16 Mar, 2026
It's not uncommon for new zettelkasten users to ask how to “find connections.” Unfortunately, they're asking the wrong question. Connections aren't hiding in your zettelkasten waiting to be discovered. Connections are established as a result of two or more informational units interacting with one another. What you're actually looking for are candidates for interactivity, informational units that can be brought into proximity and examined.
06 Mar, 2026
[Reading about people's experience of how using AI to perform their job tasks quicker doesn't yield them having more free time, but instead creates a new quota for producing more in the same time.] Reminds me of something I heard many years ago. >>> When making profit is the dominant intent of a company, a worker doing something faster doesn't lead to the worker doing less. It leads to the worker producing more in the same time. If doing more yields too much of the thing produced for the market to handle, the company either A. creates more need for the more produced (fabricates necessity), or B. creates a new need for a new thing (invents necessity), which leads to a new thing for you to produce. Rinse / repeat. A worker doesn't get off the wheel in a capitalist society, unless they cease to be a worker.
26 Feb, 2026
Lately, I've been experimenting with different analogies to help explain what happens when we make connections between ideas captured in our zettelkasten. Over the past few months, I've explored what feels like a never-ending number of candidates: metal conduits, friction, chemical reactions, magnetism, cooking, legos, clapping, lighting fires, constructing sentences and syntax, making music, having conversations. I even looked at "clapping" as an analogy, in the sense that two hands come together to produce a sound.
14 Feb, 2026
The more (and more and more) people I encounter totally confused by the terms "atomic," "atomic note," and "atomicity" in regard to note-taking, the more I feel these terms should be retired. We don't need them. There are far better and more interesting ways to discuss what constitutes the "single idea" captured in a main note.
02 Feb, 2026
I'm deep into writing a chapter on serendipity, exploring what researchers Stephann Makri and Ann Blandford discovered when they interviewed people about their serendipitous experiences. Turns out, it's just as Horace Walpole said when coining the term. Serendipity isn't just a happy accident, but a process requiring both agency and chance.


WHAT YOU HAVE TO DO. Will you transcribe all the entries word for word, skipping the pictures they hold?

SOURCE MATERIAL.
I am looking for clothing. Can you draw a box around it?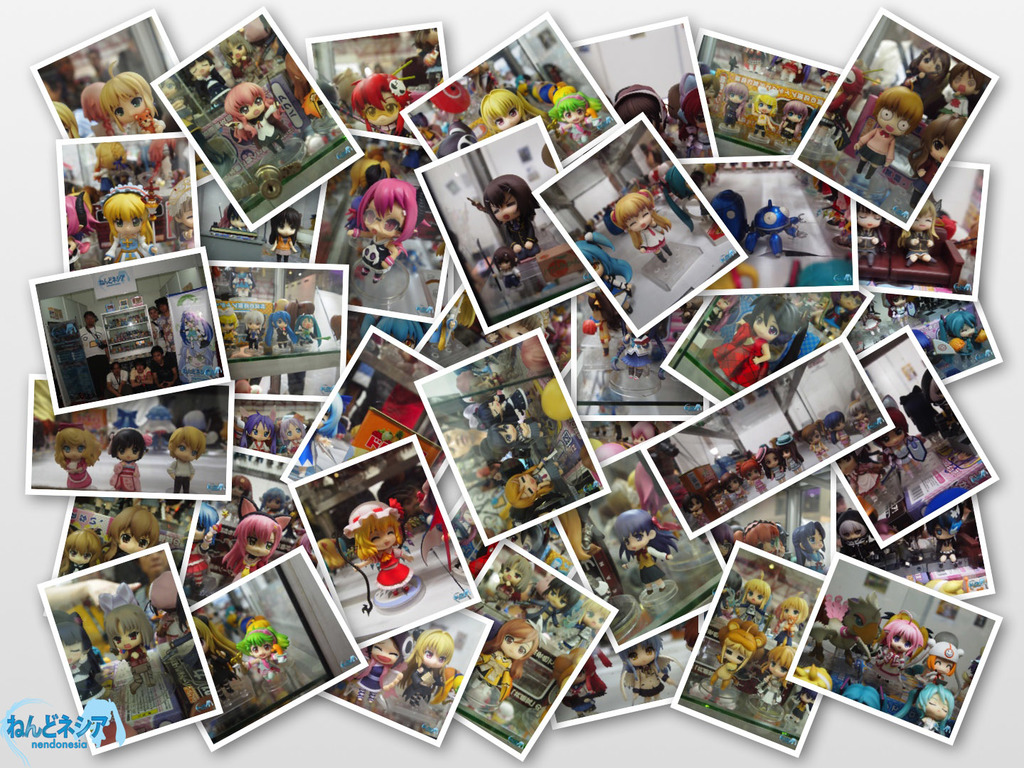
Sure, the bounding box is bbox=(567, 116, 590, 145).
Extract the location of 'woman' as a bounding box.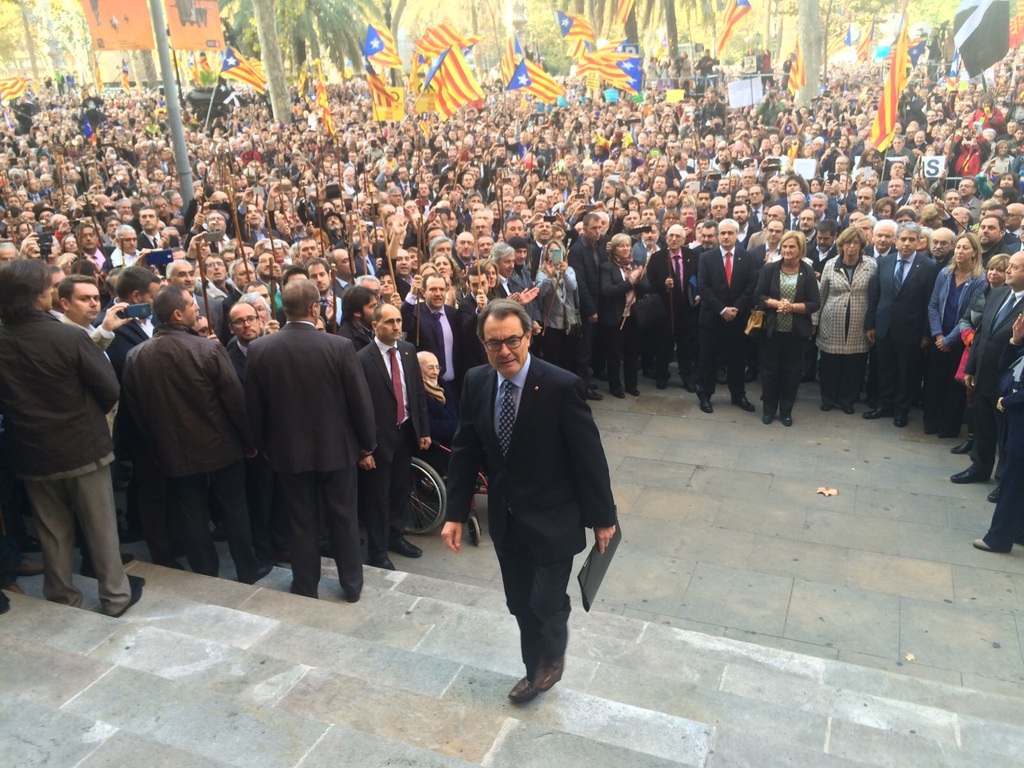
BBox(927, 125, 938, 143).
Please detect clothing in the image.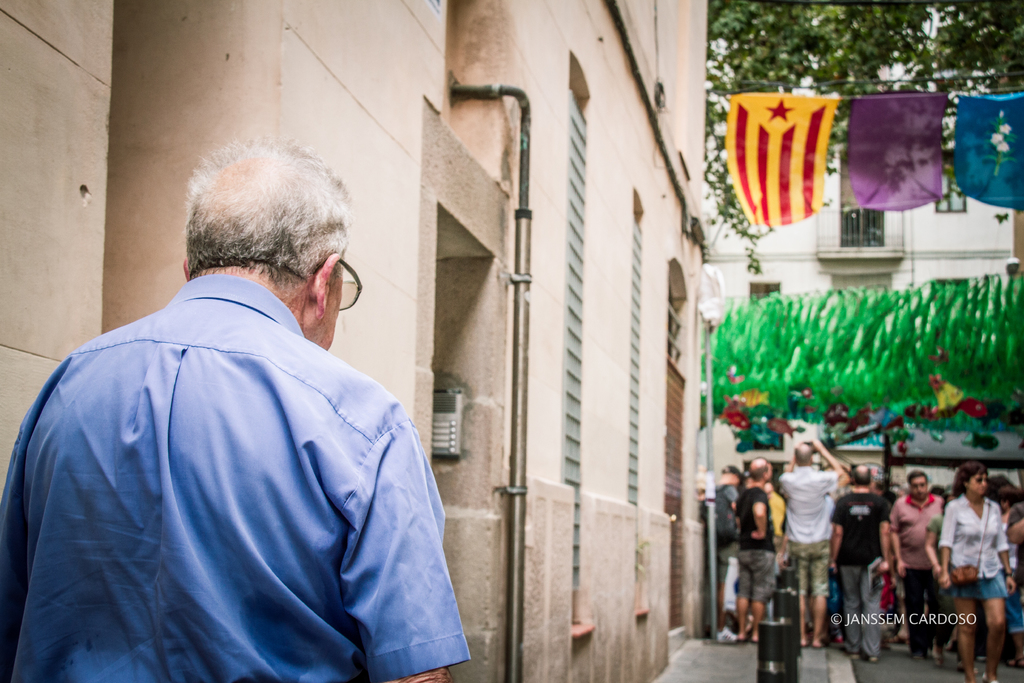
detection(732, 485, 783, 603).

EXERCISE RESPONSE.
I am looking for clothing. Can you draw a box around it?
Sure, the bounding box is bbox=(567, 116, 590, 145).
Extract the location of 'woman' as a bounding box.
BBox(927, 125, 938, 143).
Please detect clothing in the image.
detection(732, 485, 783, 603).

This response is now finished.